Oh man, I knew it had something to do with the Flatpack Nvidia driver packages. This happened to me several times with Heroic trying to play a game that wasn't even recent by any means.
Except we'll have to keep using it because the rest of our families and friends are going to still be on there or pester us about why we aren't there with them to share photos of your sister-in-law's baby photos and videos and your aunt Tammy's vacation photos.
Yeah, I always had a dual-boot system and mostly used Win 10 as my main OS for gaming and Linux for troubleshooting and messing around. With the announcement of Win 10 reaching end-of-life this October, I started to go on my Linux side a bit more to try gaming and I was blown away. So I made the switch last fall to 100% Kubuntu 24.04 on my PC.
I can't believe the progress that's been made with Steam and Proton in recent years. I've always been a huge Linux fan and gamin has always been the only thing blocking me from using it full time. Now I have no reason to use Windows anymore! I'm so happy!
Sure, but western companies have benefited from subsidies as well on so many levels, plus the government incentives to buy EVs.
Chinese EV manufacturers are also owned by the government which collect the rewards for their investments, while western manufacturers give their CEOs fat paychecks.
Y'know, I have another problem altogether with audio in Linux in general. Whenever audio starts, there's a fraction of a second where it doesn't play anything at the beginning and the audio just "wakes up" and starts to play. This drives me insane when editing sound and music. Also, you won't hear simple notification sounds because of this. This is permanent on all Linux devices I have and it appears to be a widespread. People have complained about it for a while now and have been trying to figure out workarounds because it seems the devs don't give a crap about that.
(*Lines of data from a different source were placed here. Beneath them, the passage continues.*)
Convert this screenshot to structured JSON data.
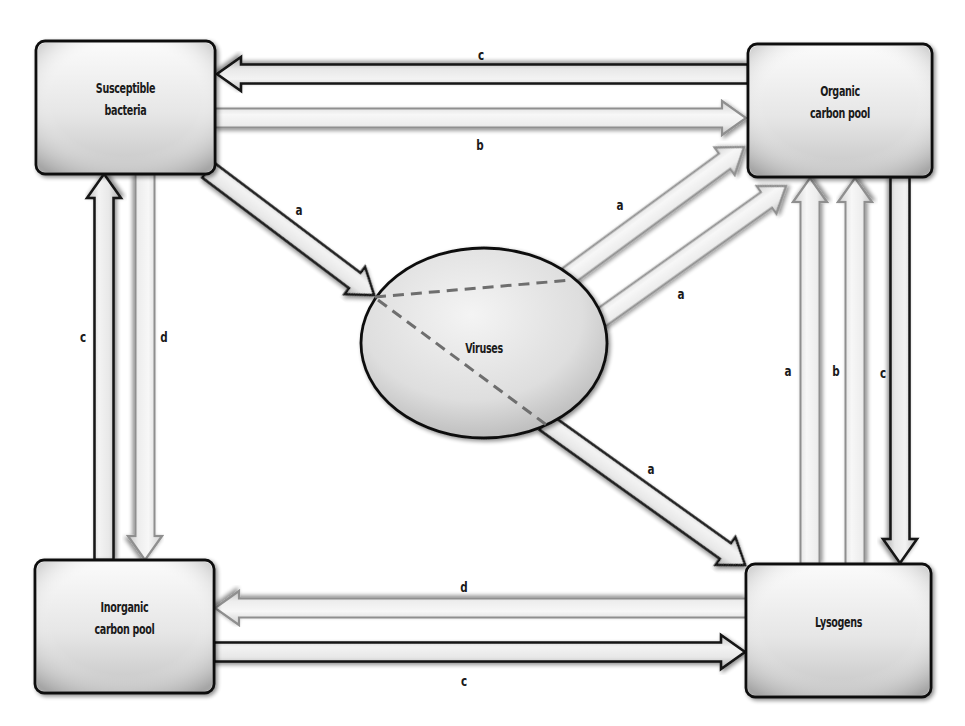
{
  "diagram": {
    "width": 965,
    "height": 726,
    "colors": {
      "background": "#ffffff",
      "box_fill_light": "#f7f7f7",
      "box_fill_dark": "#c9c9c9",
      "box_stroke": "#111111",
      "arrow_dark_stroke": "#141414",
      "arrow_light_stroke": "#8f8f8f",
      "arrow_fill_light": "#f2f2f2",
      "arrow_fill_dark": "#bdbdbd",
      "dash": "#6e6e6e",
      "text": "#1a1a1a"
    },
    "nodes": [
      {
        "id": "susceptible",
        "name": "node-susceptible-bacteria",
        "shape": "rect",
        "x": 36,
        "y": 41,
        "w": 179,
        "h": 133,
        "lines": [
          "Susceptible",
          "bacteria"
        ]
      },
      {
        "id": "organic",
        "name": "node-organic-carbon-pool",
        "shape": "rect",
        "x": 748,
        "y": 44,
        "w": 184,
        "h": 133,
        "lines": [
          "Organic",
          "carbon pool"
        ]
      },
      {
        "id": "inorganic",
        "name": "node-inorganic-carbon-pool",
        "shape": "rect",
        "x": 35,
        "y": 560,
        "w": 179,
        "h": 133,
        "lines": [
          "Inorganic",
          "carbon pool"
        ]
      },
      {
        "id": "lysogens",
        "name": "node-lysogens",
        "shape": "rect",
        "x": 746,
        "y": 564,
        "w": 185,
        "h": 133,
        "lines": [
          "Lysogens"
        ]
      },
      {
        "id": "viruses",
        "name": "node-viruses",
        "shape": "ellipse",
        "cx": 484,
        "cy": 343,
        "rx": 123,
        "ry": 95,
        "lines": [
          "Viruses"
        ]
      }
    ],
    "dashed_lines": [
      {
        "x1": 375,
        "y1": 297,
        "x2": 572,
        "y2": 280
      },
      {
        "x1": 378,
        "y1": 300,
        "x2": 548,
        "y2": 426
      }
    ],
    "edges": [
      {
        "name": "edge-organic-to-susceptible-c",
        "from": "organic",
        "to": "susceptible",
        "label": "c",
        "style": "dark",
        "x1": 748,
        "y1": 74,
        "x2": 217,
        "y2": 74,
        "lx": 481,
        "ly": 60
      },
      {
        "name": "edge-susceptible-to-organic-b",
        "from": "susceptible",
        "to": "organic",
        "label": "b",
        "style": "light",
        "x1": 215,
        "y1": 118,
        "x2": 746,
        "y2": 118,
        "lx": 480,
        "ly": 150
      },
      {
        "name": "edge-susceptible-to-viruses-a",
        "from": "susceptible",
        "to": "viruses",
        "label": "a",
        "style": "dark",
        "x1": 208,
        "y1": 170,
        "x2": 374,
        "y2": 295,
        "lx": 299,
        "ly": 215
      },
      {
        "name": "edge-viruses-to-organic-a1",
        "from": "viruses",
        "to": "organic",
        "label": "a",
        "style": "light",
        "x1": 568,
        "y1": 276,
        "x2": 744,
        "y2": 147,
        "lx": 620,
        "ly": 210
      },
      {
        "name": "edge-viruses-to-organic-a2",
        "from": "viruses",
        "to": "organic",
        "label": "a",
        "style": "light",
        "x1": 598,
        "y1": 320,
        "x2": 786,
        "y2": 186,
        "lx": 681,
        "ly": 299
      },
      {
        "name": "edge-viruses-to-lysogens-a",
        "from": "viruses",
        "to": "lysogens",
        "label": "a",
        "style": "dark",
        "x1": 545,
        "y1": 422,
        "x2": 745,
        "y2": 565,
        "lx": 651,
        "ly": 474
      },
      {
        "name": "edge-inorganic-to-susceptible-c",
        "from": "inorganic",
        "to": "susceptible",
        "label": "c",
        "style": "dark",
        "x1": 104,
        "y1": 560,
        "x2": 104,
        "y2": 174,
        "lx": 83,
        "ly": 342
      },
      {
        "name": "edge-susceptible-to-inorganic-d",
        "from": "susceptible",
        "to": "inorganic",
        "label": "d",
        "style": "light",
        "x1": 145,
        "y1": 174,
        "x2": 145,
        "y2": 560,
        "lx": 164,
        "ly": 342
      },
      {
        "name": "edge-lysogens-to-organic-a",
        "from": "lysogens",
        "to": "organic",
        "label": "a",
        "style": "light",
        "x1": 810,
        "y1": 564,
        "x2": 810,
        "y2": 178,
        "lx": 788,
        "ly": 376
      },
      {
        "name": "edge-lysogens-to-organic-b",
        "from": "lysogens",
        "to": "organic",
        "label": "b",
        "style": "light",
        "x1": 855,
        "y1": 564,
        "x2": 855,
        "y2": 178,
        "lx": 836,
        "ly": 376
      },
      {
        "name": "edge-organic-to-lysogens-c",
        "from": "organic",
        "to": "lysogens",
        "label": "c",
        "style": "dark",
        "x1": 900,
        "y1": 177,
        "x2": 900,
        "y2": 563,
        "lx": 883,
        "ly": 378
      },
      {
        "name": "edge-lysogens-to-inorganic-d",
        "from": "lysogens",
        "to": "inorganic",
        "label": "d",
        "style": "light",
        "x1": 746,
        "y1": 608,
        "x2": 215,
        "y2": 608,
        "lx": 464,
        "ly": 592
      },
      {
        "name": "edge-inorganic-to-lysogens-c",
        "from": "inorganic",
        "to": "lysogens",
        "label": "c",
        "style": "dark",
        "x1": 214,
        "y1": 652,
        "x2": 745,
        "y2": 652,
        "lx": 464,
        "ly": 686
      }
    ],
    "arrow_geometry": {
      "shaft_width": 19,
      "head_width": 34,
      "head_length": 24
    }
  }
}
Oh, no doubt it works. It's fine if you want to run on older software. You might just miss out on the latest new features for your hardware.
Yes Ubuntu is based on Debian only in the way that it uses the same package manager. The packages are not the same though. They have a totally different release cycle and the repos have more up to date packages and drivers. Not to mention the additional quality of life improvements.
It's a good middle ground between super stable but older Debian and unstable and bleeding edge distros.
The best answer is always Ubuntu (Mint or Kubuntu). They just work. And they're and they're récent enough without running into problems. They have high compatibility and they have a lot of quality of life improvements.
Because of the global trade war? Or because of their implication in aiding Israel in committing genocide? Or both?